Peter the skald wrote:
I do not see the need to roll secretly...could someone explain?
The most common need, IME, is for rolls relating to perception or awareness: in a lot of games, and with a lot of players, if you
tell them to roll a Spot/Notice/Perception/Awareness/Listen/whatever check, they're going to figure there's something to notice, and will act on it (even by just paying attention to someone). Context will often let them deduce what there was to notice anyway. If keeping a secret secret from them is important, rolling secretly may be necessary.
There's a few ways to counter this:
1. Keep track of the PCs' relevant skills, and roll secretly.
2. Bogus rolls: tell them to roll perception-type checks a lot, for no reason - pass or fail, you just go "mmhmm, mmhmm".
3. Undefined rolls, best combined with 2: "Roll. Hmmm. Okay... [play continues] "
4. Pre-rolls on a list. This was actually recommended in Cyberpunk 2020 for Notice checks, IIRC.
And probably others I'm not thinking of right now.

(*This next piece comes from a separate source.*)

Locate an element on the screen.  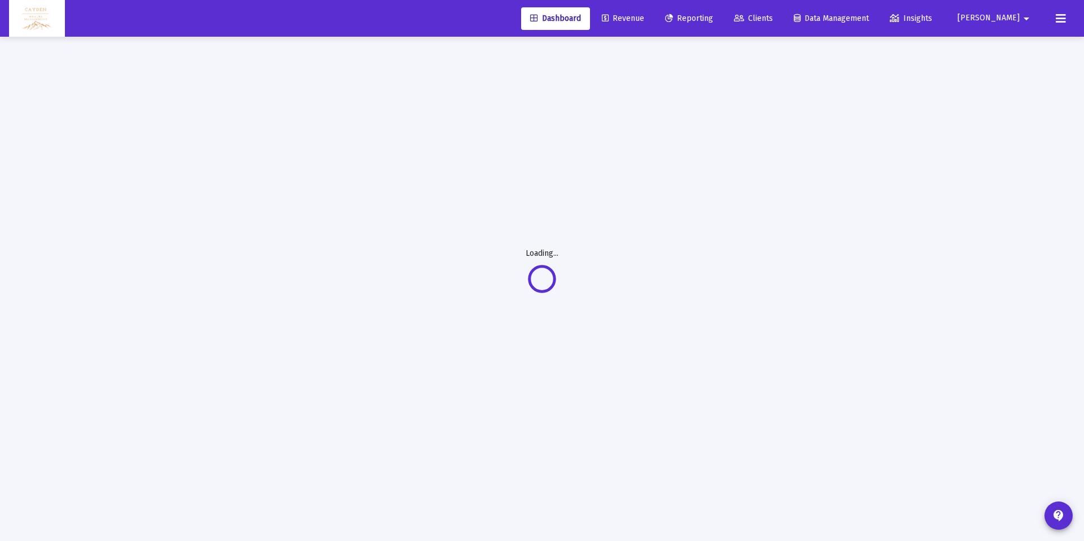
mat-icon: arrow_drop_down is located at coordinates (1026, 19).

This is, obviously, a facet of a certain type of gaming - a specific idiom/paradigm. It's by no means necessary for all groups, playstyles, or games. As time goes on, more and more games move further from this essentially adversarial style to a cooperative style where keeping secrets from the players isn't as necessary.
I find it's perfectly possible to run a game where there are no secret rolls, especially if you dispose with a lot of rolling anyway. In a lot of situations, there's no reason for the PCs to notice things: this applies, for instance, in almost all Call of Cthulhu scenarios, where noticing things is mandatory for play to continue! (Something Trail of Cthulhu wonderfully fixes, I find.)
IMO the main importance of this kind of rolling is for ambushes and traps: if you don't use some kind of random roll, but spring the ambush/trap automatically, the players will (rightly) complain, because you've deprived them of agency very meaningfully, harming their characters. If you tell the players to roll such-and-such, they will usually contextually deduce the threat and react to it, even just a little.
The other is for noticing clues that are not obvious, but I think this one is fraught with danger. Like I indicate above, a lot of Call of Cthulhu scenarios hinge on this, and it is a
bad idea, because failure on a single roll can stop the entire story. Instead, I'd use it for "extra" clues: for instance, a PC is left alone in their employer's office, and the player does not state they are doing anything, so the DM makes a secret roll and, on success, informs the player that they notice a paper sticking out of a pile of papers that catches their eye, and on inspection, reveals that the employer is probably intending to double-cross them. (Secretly evil employers always write that stuff down!) If the player had been told to make a perception check, on a failure they might have decided to snoop around and would have reasonably discovered the paper anyway.
There's a lot of equally good approaches, of course, but that's just some reasonings.